I’ve Heard It Said That Motherhood Is a Woman’s Highest Calling
This article is part of the I’ve Heard It Said series.
Our Primary Family Is Eternal
I’ve heard it said that “motherhood is a woman’s highest calling.” And if you’re a woman in the church, I’m guessing you’ve heard it too—maybe at a baby shower, maybe at women’s Bible study, maybe from the pulpit. This is something we say inside the church fairly frequently, but I do want to encourage us to stop and think about it.
First of all, what’s true is that motherhood is so good. Motherhood was designed by God, and it’s a good gift from above. I love being a mom. I love coming alongside other mothers. I love being in groups of moms and just encouraging them to look at their motherhood through the gospel, how to raise their kids in the Lord, and to have joy in motherhood. I think that is a worthy endeavor.
But if we really pause to think about what our highest calling is, I just want to encourage myself and my friends to remember that it really can’t be motherhood. First and foremost, we are children of God. We are Christians, whether we’re man, woman, young, old, married, or unmarried. We are Christians. We are God’s children.
Cultural Counterfeits
Jen Oshman
Jen Oshman casts a vision for women to reject the idols of our age and find real hope in Jesus, embracing their identity in Christ and recovering his design and purpose for their lives.
And so our highest calling is to know God and to make him known. Or you might say it’s to love God and to love others. It’s to glorify God. It’s to know him and to share him with others. That’s our highest calling, whether we are married or single, mothers or not.
I think what many of us aren’t considering on a daily basis when we say things like “motherhood is a woman’s highest calling” is we’re maybe just not thinking about how that is hitting the ears of our sisters who are single or our sisters who do not have children. How does it resonate with them?
Without intending to, I think phrases like this make them feel like they are not fully mature or they’re not fully sanctified; or they can’t somehow lead, influence, or disciple inside the church; or that they are less worthy, less worthwhile than those who are married or who have children.
Our family in Christ is our eternal family.
So when I talk to my friends in that situation, what I find out is that “motherhood is a woman’s highest calling” is actually a phrase that has caused a lot of harm inside the church. And so while I do think it’s so good that the church has pushed against the secular perspective of family, marriage, and motherhood—the church has rightly said we want to protect marriages, we want to protect families and children and motherhood, we want to lift those up and cherish them and preserve them. That's good!
The church has rightly done that for decades and shouldn’t stop now. But at the same time, maybe we shouldn’t swing the pendulum so far that we put motherhood on a pedestal that God himself did not design for it to be placed upon. We have put this reverence and power—maybe even idolatrous thinking—on motherhood that, really, God did not create himself.
So what I think we’ve got to do inside the church is just remember our faith family, our family in Christ, is the family that’s eternal. That’s actually the family that is primary. We are siblings for all eternity because we are in Christ. Our families here on earth are actually temporary and maybe should be rightly placed as secondary under belonging to the family that we have in Jesus.
While I get the sentiment behind saying “motherhood is a woman’s highest calling,” I get that we want to protect motherhood and celebrate it because it’s hard and we want to be cheering for each other and we want to be valuing motherhood—I get that sentiment and I totally agree with it. But there is a downside to this phrase as well. So at the end of the day, I would probably give this phrase maybe a five, right there in the middle—valuing motherhood, but at the same time not putting it on a pedestal where it should not be.
Jen Oshman is the author of Cultural Counterfeits: Confronting 5 Empty Promises of Our Age and How We Were Made for So Much More.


— What to do —
Please work out how many lines below contain the word "style", and reply with only that number.

— Records shown —

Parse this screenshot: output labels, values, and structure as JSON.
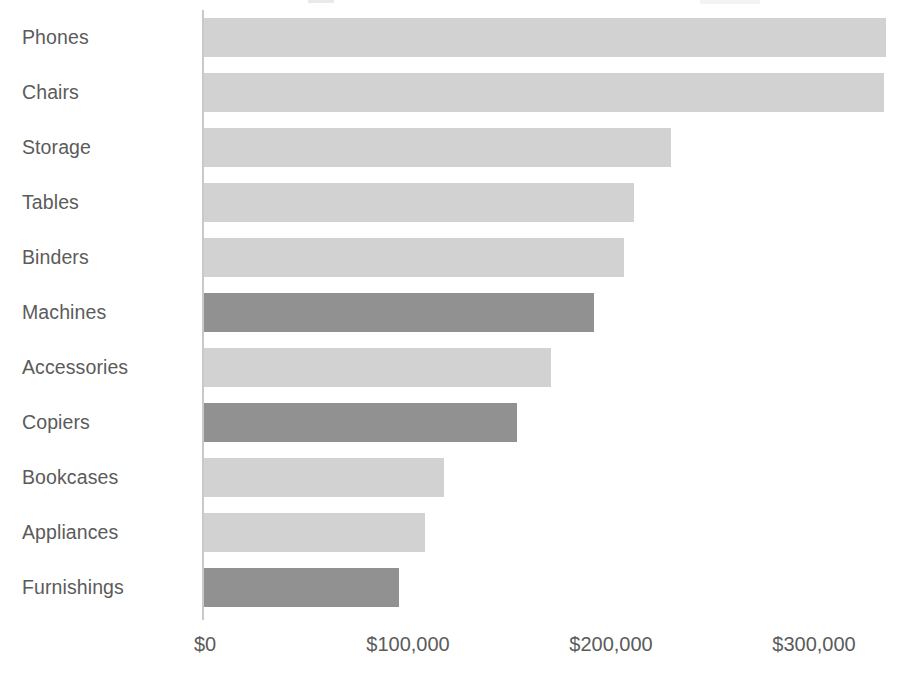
{
  "chart_data": {
    "type": "bar",
    "orientation": "horizontal",
    "title": "",
    "xlabel": "",
    "ylabel": "",
    "categories": [
      "Phones",
      "Chairs",
      "Storage",
      "Tables",
      "Binders",
      "Machines",
      "Accessories",
      "Copiers",
      "Bookcases",
      "Appliances",
      "Furnishings"
    ],
    "values": [
      336000,
      335000,
      230000,
      212000,
      207000,
      192000,
      171000,
      154000,
      118000,
      109000,
      96000
    ],
    "bar_colors": [
      "light",
      "light",
      "light",
      "light",
      "light",
      "dark",
      "light",
      "dark",
      "light",
      "light",
      "dark"
    ],
    "xlim": [
      0,
      344000
    ],
    "xticks": [
      0,
      100000,
      200000,
      300000
    ],
    "xtick_labels": [
      "$0",
      "$100,000",
      "$200,000",
      "$300,000"
    ],
    "grid": false,
    "legend": "none",
    "colors": {
      "bar_light": "#d2d2d2",
      "bar_dark": "#919191",
      "text": "#5b5b5b",
      "axis": "#c9c9c9",
      "background": "#ffffff"
    }
  },
  "axis": {
    "ticks": [
      {
        "label": "$0",
        "value": 0
      },
      {
        "label": "$100,000",
        "value": 100000
      },
      {
        "label": "$200,000",
        "value": 200000
      },
      {
        "label": "$300,000",
        "value": 300000
      }
    ]
  },
  "bars": [
    {
      "label": "Phones",
      "value": 336000,
      "shade": "light"
    },
    {
      "label": "Chairs",
      "value": 335000,
      "shade": "light"
    },
    {
      "label": "Storage",
      "value": 230000,
      "shade": "light"
    },
    {
      "label": "Tables",
      "value": 212000,
      "shade": "light"
    },
    {
      "label": "Binders",
      "value": 207000,
      "shade": "light"
    },
    {
      "label": "Machines",
      "value": 192000,
      "shade": "dark"
    },
    {
      "label": "Accessories",
      "value": 171000,
      "shade": "light"
    },
    {
      "label": "Copiers",
      "value": 154000,
      "shade": "dark"
    },
    {
      "label": "Bookcases",
      "value": 118000,
      "shade": "light"
    },
    {
      "label": "Appliances",
      "value": 109000,
      "shade": "light"
    },
    {
      "label": "Furnishings",
      "value": 96000,
      "shade": "dark"
    }
  ]
}
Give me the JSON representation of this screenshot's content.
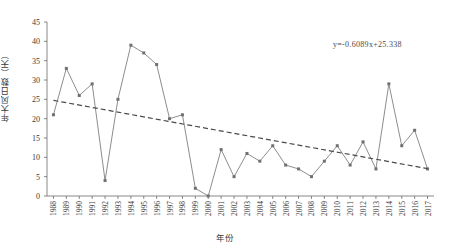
{
  "chart_data": {
    "type": "line",
    "title": "",
    "xlabel": "年份",
    "ylabel": "年大风日数（天）",
    "categories": [
      "1988",
      "1989",
      "1990",
      "1991",
      "1992",
      "1993",
      "1994",
      "1995",
      "1996",
      "1997",
      "1998",
      "1999",
      "2000",
      "2001",
      "2002",
      "2003",
      "2004",
      "2005",
      "2006",
      "2007",
      "2008",
      "2009",
      "2010",
      "2011",
      "2012",
      "2013",
      "2014",
      "2015",
      "2016",
      "2017"
    ],
    "values": [
      21,
      33,
      26,
      29,
      4,
      25,
      39,
      37,
      34,
      20,
      21,
      2,
      0,
      12,
      5,
      11,
      9,
      13,
      8,
      7,
      5,
      9,
      13,
      8,
      14,
      7,
      29,
      13,
      17,
      7
    ],
    "series": [
      {
        "name": "年大风日数",
        "values": [
          21,
          33,
          26,
          29,
          4,
          25,
          39,
          37,
          34,
          20,
          21,
          2,
          0,
          12,
          5,
          11,
          9,
          13,
          8,
          7,
          5,
          9,
          13,
          8,
          14,
          7,
          29,
          13,
          17,
          7
        ],
        "color": "#808080",
        "style": "solid-with-markers"
      },
      {
        "name": "线性趋势线",
        "type": "trendline",
        "equation": "y=-0.6089x+25.338",
        "slope": -0.6089,
        "intercept": 25.338,
        "color": "#4a4a4a",
        "style": "dashed"
      }
    ],
    "ylim": [
      0,
      45
    ],
    "ytick_values": [
      0,
      5,
      10,
      15,
      20,
      25,
      30,
      35,
      40,
      45
    ],
    "ytick_labels": [
      "0",
      "5",
      "10",
      "15",
      "20",
      "25",
      "30",
      "35",
      "40",
      "45"
    ],
    "grid": false,
    "legend": "none",
    "annotations": [
      {
        "text": "y=-0.6089x+25.338",
        "x_frac": 0.78,
        "y_value": 42
      }
    ]
  }
}
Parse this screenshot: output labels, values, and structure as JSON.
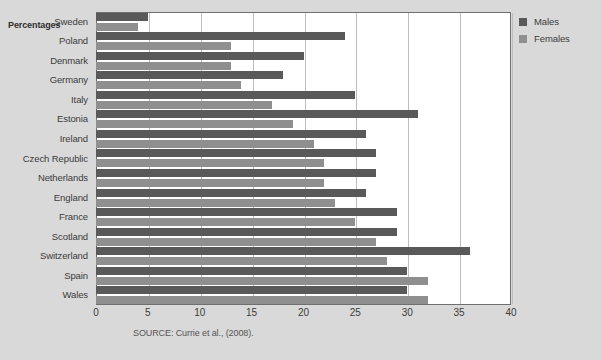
{
  "axis_title": "Percentages",
  "source_note": "SOURCE: Currie et al., (2008).",
  "legend": {
    "position": "top-right",
    "items": [
      {
        "label": "Males",
        "color": "#595959"
      },
      {
        "label": "Females",
        "color": "#8f8f8f"
      }
    ]
  },
  "chart_data": {
    "type": "bar",
    "orientation": "horizontal",
    "title": "",
    "subtitle": "",
    "xlabel": "Percentages",
    "ylabel": "",
    "xlim": [
      0,
      40
    ],
    "xticks": [
      0,
      5,
      10,
      15,
      20,
      25,
      30,
      35,
      40
    ],
    "grid": true,
    "categories": [
      "Sweden",
      "Poland",
      "Denmark",
      "Germany",
      "Italy",
      "Estonia",
      "Ireland",
      "Czech Republic",
      "Netherlands",
      "England",
      "France",
      "Scotland",
      "Switzerland",
      "Spain",
      "Wales"
    ],
    "series": [
      {
        "name": "Males",
        "color": "#595959",
        "values": [
          5,
          24,
          20,
          18,
          25,
          31,
          26,
          27,
          27,
          26,
          29,
          29,
          36,
          30,
          30
        ]
      },
      {
        "name": "Females",
        "color": "#8f8f8f",
        "values": [
          4,
          13,
          13,
          14,
          17,
          19,
          21,
          22,
          22,
          23,
          25,
          27,
          28,
          32,
          32
        ]
      }
    ],
    "annotations": [
      "SOURCE: Currie et al., (2008)."
    ]
  }
}
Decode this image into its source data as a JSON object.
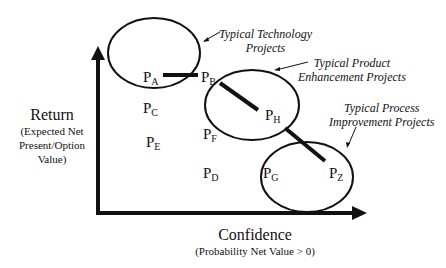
{
  "axes": {
    "y": {
      "title": "Return",
      "subtitle_lines": [
        "(Expected Net",
        "Present/Option",
        "Value)"
      ]
    },
    "x": {
      "title": "Confidence",
      "subtitle": "(Probability Net Value > 0)"
    }
  },
  "points": [
    {
      "id": "A",
      "letter": "P",
      "sub": "A"
    },
    {
      "id": "B",
      "letter": "P",
      "sub": "B"
    },
    {
      "id": "C",
      "letter": "P",
      "sub": "C"
    },
    {
      "id": "D",
      "letter": "P",
      "sub": "D"
    },
    {
      "id": "E",
      "letter": "P",
      "sub": "E"
    },
    {
      "id": "F",
      "letter": "P",
      "sub": "F"
    },
    {
      "id": "G",
      "letter": "P",
      "sub": "G"
    },
    {
      "id": "H",
      "letter": "P",
      "sub": "H"
    },
    {
      "id": "Z",
      "letter": "P",
      "sub": "Z"
    }
  ],
  "clusters": [
    {
      "name": "technology",
      "lines": [
        "Typical Technology",
        "Projects"
      ]
    },
    {
      "name": "product",
      "lines": [
        "Typical Product",
        "Enhancement Projects"
      ]
    },
    {
      "name": "process",
      "lines": [
        "Typical Process",
        "Improvement Projects"
      ]
    }
  ],
  "colors": {
    "ink": "#111111",
    "background": "#ffffff"
  }
}
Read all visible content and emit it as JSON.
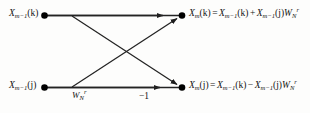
{
  "figure": {
    "name": "fft-butterfly-diagram",
    "stroke_color": "#222222",
    "node_color": "#000000",
    "background_color": "#fdfdfc"
  },
  "nodes": {
    "input_top": {
      "label_base": "X",
      "label_sub": "m−1",
      "label_arg": "(k)"
    },
    "input_bottom": {
      "label_base": "X",
      "label_sub": "m−1",
      "label_arg": "(j)"
    },
    "output_top": {
      "label_base": "X",
      "label_sub": "m",
      "label_arg": "(k)"
    },
    "output_bottom": {
      "label_base": "X",
      "label_sub": "m",
      "label_arg": "(j)"
    }
  },
  "equations": {
    "top": {
      "lhs_base": "X",
      "lhs_sub": "m",
      "lhs_arg": "(k)",
      "equals": "=",
      "t1_base": "X",
      "t1_sub": "m−1",
      "t1_arg": "(k)",
      "operator": "+",
      "t2_base": "X",
      "t2_sub": "m−1",
      "t2_arg": "(j)",
      "tw_base": "W",
      "tw_sub": "N",
      "tw_sup": "r",
      "plain": "X_m(k) = X_{m-1}(k) + X_{m-1}(j)W_N^r"
    },
    "bottom": {
      "lhs_base": "X",
      "lhs_sub": "m",
      "lhs_arg": "(j)",
      "equals": "=",
      "t1_base": "X",
      "t1_sub": "m−1",
      "t1_arg": "(k)",
      "operator": "−",
      "t2_base": "X",
      "t2_sub": "m−1",
      "t2_arg": "(j)",
      "tw_base": "W",
      "tw_sub": "N",
      "tw_sup": "r",
      "plain": "X_m(j) = X_{m-1}(k) - X_{m-1}(j)W_N^r"
    }
  },
  "edge_labels": {
    "twiddle": {
      "base": "W",
      "sub": "N",
      "sup": "r"
    },
    "minus_one": "−1"
  }
}
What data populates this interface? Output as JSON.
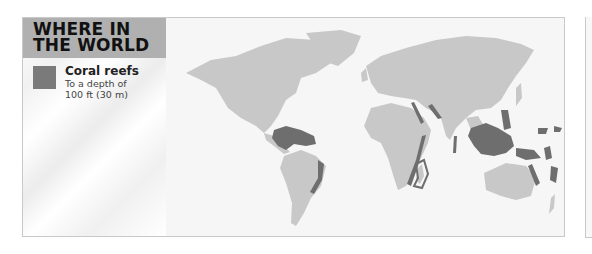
{
  "panel": {
    "title_line1": "WHERE IN",
    "title_line2": "THE WORLD"
  },
  "legend": {
    "items": [
      {
        "label": "Coral reefs",
        "description_line1": "To a depth of",
        "description_line2": "100 ft (30 m)",
        "color": "#7a7a7a"
      }
    ]
  },
  "map": {
    "type": "world-distribution-map",
    "land_color": "#c8c8c8",
    "water_color": "#f6f6f6",
    "highlight_color": "#6e6e6e",
    "highlighted_regions": [
      "Caribbean Sea / Gulf of Mexico",
      "Brazil east coast",
      "Red Sea",
      "East African coast",
      "Madagascar",
      "Persian Gulf",
      "India / Maldives",
      "Southeast Asia / Indonesia / Philippines",
      "Great Barrier Reef",
      "New Guinea",
      "Pacific islands (Solomon, Vanuatu, Fiji)"
    ]
  }
}
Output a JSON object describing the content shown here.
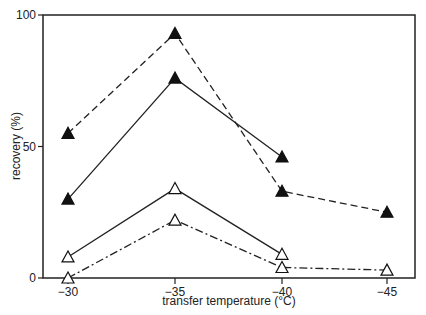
{
  "chart_data": {
    "type": "line",
    "title": "",
    "xlabel": "transfer temperature (°C)",
    "ylabel": "recovery (%)",
    "x": [
      -30,
      -35,
      -40,
      -45
    ],
    "x_tick_labels": [
      "-30",
      "-35",
      "-40",
      "-45"
    ],
    "y_tick_labels": [
      "0",
      "50",
      "100"
    ],
    "ylim": [
      0,
      100
    ],
    "grid": false,
    "legend": null,
    "series": [
      {
        "name": "filled triangle, dashed",
        "marker": "filled-triangle",
        "line": "dashed",
        "x": [
          -30,
          -35,
          -40,
          -45
        ],
        "values": [
          55,
          93,
          33,
          25
        ]
      },
      {
        "name": "filled triangle, solid",
        "marker": "filled-triangle",
        "line": "solid",
        "x": [
          -30,
          -35,
          -40
        ],
        "values": [
          30,
          76,
          46
        ]
      },
      {
        "name": "open triangle, solid",
        "marker": "open-triangle",
        "line": "solid",
        "x": [
          -30,
          -35,
          -40
        ],
        "values": [
          8,
          34,
          9
        ]
      },
      {
        "name": "open triangle, dash-dot",
        "marker": "open-triangle",
        "line": "dashdot",
        "x": [
          -30,
          -35,
          -40,
          -45
        ],
        "values": [
          0,
          22,
          4,
          3
        ]
      }
    ]
  }
}
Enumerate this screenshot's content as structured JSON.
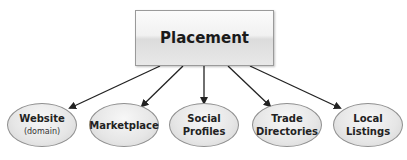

— Result of the task —
2